About Us

Our Mission

Disability Inclusion Society (DIS) is a grassroots, nonpartisan, Disability Rights Organization dedicated to:

  • Advocating for Disability Rights and Inclusion 
  • Empowering Disability Voices
  • Creating Disability Inclusive Spaces 
  • Celebrating Disability Culture and Identity

Disability Inclusion Society (DIS) promotes, supports and creates Disability inclusive platforms including:

  • Disability Rights Advocacy 
  • Political Advocacy 
  • Disability Culture and Inclusion Education 
  • Creative Arts and Expression 
  • Intersectional Anti-Ableism and Community Collaboration 

The Acronym

The terms “Disability” and “Disabled” are often viewed as negative or as unspoken taboos. Euphemisms such as “differently abled”, “special needs” or “mentally/physically challenged” are infantilizing and minimize or erase our identities and experiences. Disability Inclusion Society (DIS) is committed to embracing and empowering the identity and diversity of our community, the genuine experiences of our culture; the Disability Culture.

Our Logo

One of the most prominent symbols of Disability in the world is the International Symbol of Access: a stick person using a wheelchair. In designing our logo, DIS sought to use that recognition in a more organic and empowering depiction of Disability. Thus, the center of our logo features one of the most renowned Disabled figures in mythological antiquity, the Greek god Hephaestus sitting in his winged chair.

Many know Hephaestus for his role as the blacksmith god, craftsman of Olympus, but he is also the only god in Greek mythology to be noted as having a disability and to claim it. Many tellings go as far as to use ableist descriptions, like “deformed,” “lame,” and “imperfect.” Homeric texts describe Hephaestus as the son of the queen of Olympus, Hera, who cast him from the mountain of the gods upon seeing his disability — an apt metaphor for the everyday ableism that displaces many Disabled people from society. After falling for an entire day, Hephaestus landed in the sea where he was rescued by Thetis, the mother of Achilles, and would live among the sea nymphs while he perfected his craft in the belly of a volcano.

The Disabled god crafted his winged chair, a fleet of golden automatons, and many other famous objects in mythology before he finally created a throne so beautiful that Hera would be unable to resist it. Hephaestus offered this to his banisher, who predictably sat on the throne only to be trapped by invisible fetters. Once Hera was imprisoned, Hephaestus was able to reclaim his rightful place among his fellow deities, establish an elite workshop where he would smith metal for the greatest figures in mythological Greece, and most of all, find a sense of fellowship in the face of ableism.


TASK STATEMENT. If a line in the records contains the string "generictest", show that line.

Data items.
==================================================
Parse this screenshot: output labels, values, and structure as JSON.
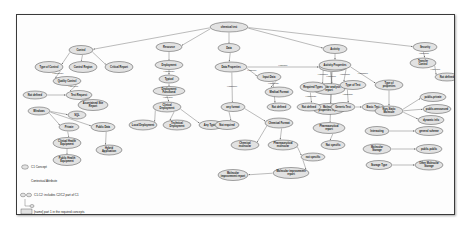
{
  "figure": {
    "kind": "concept-map",
    "root": "chemical test"
  },
  "nodes": [
    {
      "id": "root",
      "label": "chemical test",
      "x": 212,
      "y": 12,
      "rx": 19,
      "ry": 5
    },
    {
      "id": "control",
      "label": "Control",
      "x": 64,
      "y": 35,
      "rx": 12,
      "ry": 4.5
    },
    {
      "id": "typeofcontrol",
      "label": "Type of Control",
      "x": 32,
      "y": 52,
      "rx": 14,
      "ry": 5.5
    },
    {
      "id": "controlregion",
      "label": "Control Region",
      "x": 66,
      "y": 52,
      "rx": 14,
      "ry": 5.5
    },
    {
      "id": "criticalreport",
      "label": "Critical Report",
      "x": 102,
      "y": 52,
      "rx": 14,
      "ry": 5.5
    },
    {
      "id": "qualitycontrol",
      "label": "Quality Control",
      "x": 50,
      "y": 66,
      "rx": 14,
      "ry": 4.5
    },
    {
      "id": "notdefined1",
      "label": "Not defined",
      "x": 18,
      "y": 80,
      "rx": 12,
      "ry": 4
    },
    {
      "id": "testrequest",
      "label": "Test Request",
      "x": 62,
      "y": 80,
      "rx": 13,
      "ry": 4.5
    },
    {
      "id": "ascertain",
      "label": "Ascertained Site Report",
      "x": 76,
      "y": 90,
      "rx": 15,
      "ry": 5.5
    },
    {
      "id": "windows",
      "label": "Windows",
      "x": 22,
      "y": 96,
      "rx": 11,
      "ry": 4
    },
    {
      "id": "sql",
      "label": "SQL",
      "x": 60,
      "y": 100,
      "rx": 9,
      "ry": 4
    },
    {
      "id": "private",
      "label": "Private",
      "x": 52,
      "y": 112,
      "rx": 10,
      "ry": 4
    },
    {
      "id": "publicdata",
      "label": "Public Data",
      "x": 86,
      "y": 112,
      "rx": 12,
      "ry": 4.5
    },
    {
      "id": "clinicalhealth",
      "label": "Clinical Health Equipment",
      "x": 50,
      "y": 128,
      "rx": 14,
      "ry": 5.5
    },
    {
      "id": "publichealth",
      "label": "Public Health Equipment",
      "x": 50,
      "y": 145,
      "rx": 14,
      "ry": 5.5
    },
    {
      "id": "hybridapp",
      "label": "Hybrid Application",
      "x": 92,
      "y": 135,
      "rx": 13,
      "ry": 5
    },
    {
      "id": "resource",
      "label": "Resource",
      "x": 152,
      "y": 32,
      "rx": 13,
      "ry": 4.5
    },
    {
      "id": "deployment",
      "label": "Deployment",
      "x": 152,
      "y": 50,
      "rx": 14,
      "ry": 4.5
    },
    {
      "id": "typical",
      "label": "Typical",
      "x": 152,
      "y": 64,
      "rx": 10,
      "ry": 4
    },
    {
      "id": "deploymentfunc",
      "label": "Deployment Functional",
      "x": 152,
      "y": 76,
      "rx": 16,
      "ry": 4.5
    },
    {
      "id": "clinical",
      "label": "Clinical Deployment",
      "x": 150,
      "y": 92,
      "rx": 14,
      "ry": 5
    },
    {
      "id": "localdeploy",
      "label": "Local Deployment",
      "x": 126,
      "y": 110,
      "rx": 14,
      "ry": 5
    },
    {
      "id": "techdeploy",
      "label": "Technical Deployment",
      "x": 160,
      "y": 110,
      "rx": 14,
      "ry": 5
    },
    {
      "id": "anytypical",
      "label": "Any Typical",
      "x": 194,
      "y": 110,
      "rx": 12,
      "ry": 4.5
    },
    {
      "id": "data",
      "label": "Data",
      "x": 212,
      "y": 33,
      "rx": 11,
      "ry": 4.5
    },
    {
      "id": "dataproperties",
      "label": "Data Properties",
      "x": 214,
      "y": 52,
      "rx": 16,
      "ry": 5
    },
    {
      "id": "inputdata",
      "label": "Input Data",
      "x": 252,
      "y": 62,
      "rx": 12,
      "ry": 4.5
    },
    {
      "id": "medicalformat",
      "label": "Medical Format",
      "x": 262,
      "y": 77,
      "rx": 14,
      "ry": 5
    },
    {
      "id": "notdefined2",
      "label": "Not defined",
      "x": 262,
      "y": 92,
      "rx": 12,
      "ry": 4
    },
    {
      "id": "anyformat",
      "label": "any format",
      "x": 216,
      "y": 92,
      "rx": 12,
      "ry": 4.5
    },
    {
      "id": "notrequired",
      "label": "Not required",
      "x": 210,
      "y": 110,
      "rx": 12,
      "ry": 4.5
    },
    {
      "id": "chemicalformat",
      "label": "Chemical Format",
      "x": 262,
      "y": 108,
      "rx": 14,
      "ry": 5
    },
    {
      "id": "chemicalmolec",
      "label": "Chemical molecular",
      "x": 228,
      "y": 130,
      "rx": 14,
      "ry": 5
    },
    {
      "id": "pharmacomolec",
      "label": "Pharmaceutical molecular",
      "x": 266,
      "y": 130,
      "rx": 15,
      "ry": 5
    },
    {
      "id": "notspecific",
      "label": "not specific",
      "x": 296,
      "y": 142,
      "rx": 12,
      "ry": 4
    },
    {
      "id": "molecimprove",
      "label": "Molecular improvement report",
      "x": 274,
      "y": 158,
      "rx": 18,
      "ry": 5.5
    },
    {
      "id": "molecimprove2",
      "label": "Molecular improvement report",
      "x": 216,
      "y": 160,
      "rx": 15,
      "ry": 5.5
    },
    {
      "id": "outputdata",
      "label": "Output Data",
      "x": 316,
      "y": 52,
      "rx": 14,
      "ry": 4.5
    },
    {
      "id": "molecanalysis",
      "label": "Molecular analysis report",
      "x": 312,
      "y": 74,
      "rx": 16,
      "ry": 5.5
    },
    {
      "id": "molecprop",
      "label": "Molecular properties report",
      "x": 312,
      "y": 94,
      "rx": 16,
      "ry": 5.5
    },
    {
      "id": "pharmareport",
      "label": "Pharmaceutical report",
      "x": 312,
      "y": 113,
      "rx": 16,
      "ry": 5.5
    },
    {
      "id": "notspecific2",
      "label": "Not specific",
      "x": 316,
      "y": 130,
      "rx": 12,
      "ry": 4.5
    },
    {
      "id": "activity",
      "label": "Activity",
      "x": 318,
      "y": 34,
      "rx": 12,
      "ry": 4.5
    },
    {
      "id": "actproperties",
      "label": "Activity Properties",
      "x": 318,
      "y": 50,
      "rx": 16,
      "ry": 5
    },
    {
      "id": "requiredtypes",
      "label": "Required Types",
      "x": 296,
      "y": 72,
      "rx": 13,
      "ry": 5
    },
    {
      "id": "typeoftest",
      "label": "Type of Test",
      "x": 336,
      "y": 70,
      "rx": 13,
      "ry": 4.5
    },
    {
      "id": "notdefined3",
      "label": "Not defined",
      "x": 292,
      "y": 92,
      "rx": 12,
      "ry": 4
    },
    {
      "id": "generictest",
      "label": "Generic Test",
      "x": 326,
      "y": 92,
      "rx": 12,
      "ry": 4.5
    },
    {
      "id": "basictest",
      "label": "Basic Test",
      "x": 356,
      "y": 92,
      "rx": 11,
      "ry": 4
    },
    {
      "id": "typeofprop",
      "label": "Type of properties",
      "x": 372,
      "y": 70,
      "rx": 14,
      "ry": 5
    },
    {
      "id": "nonstaticmolec",
      "label": "Non-Static Molecule",
      "x": 372,
      "y": 96,
      "rx": 14,
      "ry": 5
    },
    {
      "id": "publicprivate",
      "label": "public-private",
      "x": 416,
      "y": 82,
      "rx": 13,
      "ry": 4.5
    },
    {
      "id": "publicannounce",
      "label": "public-announced",
      "x": 420,
      "y": 94,
      "rx": 14,
      "ry": 4.5
    },
    {
      "id": "dynamicinfo",
      "label": "dynamic info",
      "x": 414,
      "y": 105,
      "rx": 13,
      "ry": 4.5
    },
    {
      "id": "interacting",
      "label": "Interacting",
      "x": 360,
      "y": 116,
      "rx": 12,
      "ry": 4.5
    },
    {
      "id": "generalscheme",
      "label": "general scheme",
      "x": 412,
      "y": 116,
      "rx": 14,
      "ry": 4.5
    },
    {
      "id": "molecstorage",
      "label": "Molecular Storage",
      "x": 360,
      "y": 134,
      "rx": 14,
      "ry": 5
    },
    {
      "id": "publicpublic",
      "label": "public-public",
      "x": 412,
      "y": 134,
      "rx": 13,
      "ry": 4.5
    },
    {
      "id": "storagetype",
      "label": "Storage Type",
      "x": 362,
      "y": 150,
      "rx": 13,
      "ry": 4.5
    },
    {
      "id": "othermolec",
      "label": "Other Molecular Storage",
      "x": 412,
      "y": 150,
      "rx": 14,
      "ry": 5
    },
    {
      "id": "security",
      "label": "Security",
      "x": 408,
      "y": 32,
      "rx": 12,
      "ry": 4.5
    },
    {
      "id": "transfercontrol",
      "label": "Transfer Control",
      "x": 406,
      "y": 48,
      "rx": 13,
      "ry": 5
    },
    {
      "id": "notdefined4",
      "label": "Not defined",
      "x": 430,
      "y": 62,
      "rx": 12,
      "ry": 4
    }
  ],
  "edges": [
    {
      "from": "root",
      "to": "control",
      "label": ""
    },
    {
      "from": "root",
      "to": "resource",
      "label": ""
    },
    {
      "from": "root",
      "to": "data",
      "label": ""
    },
    {
      "from": "root",
      "to": "activity",
      "label": ""
    },
    {
      "from": "root",
      "to": "security",
      "label": ""
    },
    {
      "from": "control",
      "to": "typeofcontrol",
      "label": ""
    },
    {
      "from": "control",
      "to": "controlregion",
      "label": ""
    },
    {
      "from": "control",
      "to": "criticalreport",
      "label": ""
    },
    {
      "from": "typeofcontrol",
      "to": "qualitycontrol",
      "label": "HasRange"
    },
    {
      "from": "qualitycontrol",
      "to": "testrequest",
      "label": "HasValue"
    },
    {
      "from": "notdefined1",
      "to": "testrequest",
      "label": ""
    },
    {
      "from": "testrequest",
      "to": "ascertain",
      "label": ""
    },
    {
      "from": "windows",
      "to": "sql",
      "label": ""
    },
    {
      "from": "windows",
      "to": "private",
      "label": ""
    },
    {
      "from": "windows",
      "to": "publicdata",
      "label": ""
    },
    {
      "from": "private",
      "to": "clinicalhealth",
      "label": ""
    },
    {
      "from": "clinicalhealth",
      "to": "publichealth",
      "label": ""
    },
    {
      "from": "publicdata",
      "to": "hybridapp",
      "label": ""
    },
    {
      "from": "resource",
      "to": "deployment",
      "label": ""
    },
    {
      "from": "deployment",
      "to": "typical",
      "label": "HasRange"
    },
    {
      "from": "typical",
      "to": "deploymentfunc",
      "label": ""
    },
    {
      "from": "deploymentfunc",
      "to": "clinical",
      "label": "HasValue"
    },
    {
      "from": "clinical",
      "to": "localdeploy",
      "label": ""
    },
    {
      "from": "clinical",
      "to": "techdeploy",
      "label": ""
    },
    {
      "from": "clinical",
      "to": "anytypical",
      "label": ""
    },
    {
      "from": "data",
      "to": "dataproperties",
      "label": ""
    },
    {
      "from": "dataproperties",
      "to": "inputdata",
      "label": "HasMore"
    },
    {
      "from": "inputdata",
      "to": "medicalformat",
      "label": "HasRange"
    },
    {
      "from": "inputdata",
      "to": "notdefined2",
      "label": ""
    },
    {
      "from": "dataproperties",
      "to": "anyformat",
      "label": "HasName"
    },
    {
      "from": "anyformat",
      "to": "notrequired",
      "label": ""
    },
    {
      "from": "anyformat",
      "to": "chemicalformat",
      "label": ""
    },
    {
      "from": "chemicalformat",
      "to": "chemicalmolec",
      "label": ""
    },
    {
      "from": "chemicalformat",
      "to": "pharmacomolec",
      "label": ""
    },
    {
      "from": "pharmacomolec",
      "to": "notspecific",
      "label": ""
    },
    {
      "from": "notspecific",
      "to": "molecimprove",
      "label": ""
    },
    {
      "from": "molecimprove",
      "to": "molecimprove2",
      "label": ""
    },
    {
      "from": "dataproperties",
      "to": "outputdata",
      "label": "HasMore"
    },
    {
      "from": "outputdata",
      "to": "molecanalysis",
      "label": "HasValue"
    },
    {
      "from": "outputdata",
      "to": "molecprop",
      "label": ""
    },
    {
      "from": "outputdata",
      "to": "pharmareport",
      "label": ""
    },
    {
      "from": "pharmareport",
      "to": "notspecific2",
      "label": ""
    },
    {
      "from": "activity",
      "to": "actproperties",
      "label": ""
    },
    {
      "from": "actproperties",
      "to": "requiredtypes",
      "label": "HasName"
    },
    {
      "from": "actproperties",
      "to": "typeoftest",
      "label": "HasName"
    },
    {
      "from": "actproperties",
      "to": "typeofprop",
      "label": "HasName"
    },
    {
      "from": "requiredtypes",
      "to": "notdefined3",
      "label": "HasRange"
    },
    {
      "from": "typeoftest",
      "to": "generictest",
      "label": "HasName"
    },
    {
      "from": "generictest",
      "to": "basictest",
      "label": ""
    },
    {
      "from": "typeofprop",
      "to": "nonstaticmolec",
      "label": ""
    },
    {
      "from": "nonstaticmolec",
      "to": "publicprivate",
      "label": ""
    },
    {
      "from": "nonstaticmolec",
      "to": "publicannounce",
      "label": ""
    },
    {
      "from": "nonstaticmolec",
      "to": "dynamicinfo",
      "label": ""
    },
    {
      "from": "interacting",
      "to": "generalscheme",
      "label": ""
    },
    {
      "from": "molecstorage",
      "to": "publicpublic",
      "label": ""
    },
    {
      "from": "storagetype",
      "to": "othermolec",
      "label": ""
    },
    {
      "from": "security",
      "to": "transfercontrol",
      "label": "HasName"
    },
    {
      "from": "transfercontrol",
      "to": "notdefined4",
      "label": "HasValue"
    }
  ],
  "legend": {
    "items": [
      {
        "key": "concept",
        "glyph": "ellipse",
        "label": "C1 Concept"
      },
      {
        "key": "attribute",
        "glyph": "none",
        "label": "Contextual Attribute"
      },
      {
        "key": "includes",
        "glyph": "ellipse",
        "label": "C1-C2: includes C2/C2 part of C1"
      },
      {
        "key": "required",
        "glyph": "bracket",
        "label": "[name] part 1 in the required concepts"
      }
    ]
  }
}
==================================================
TASK ANSWER.
      "id": "generictest",
      "to": "generictest",
      "from": "generictest",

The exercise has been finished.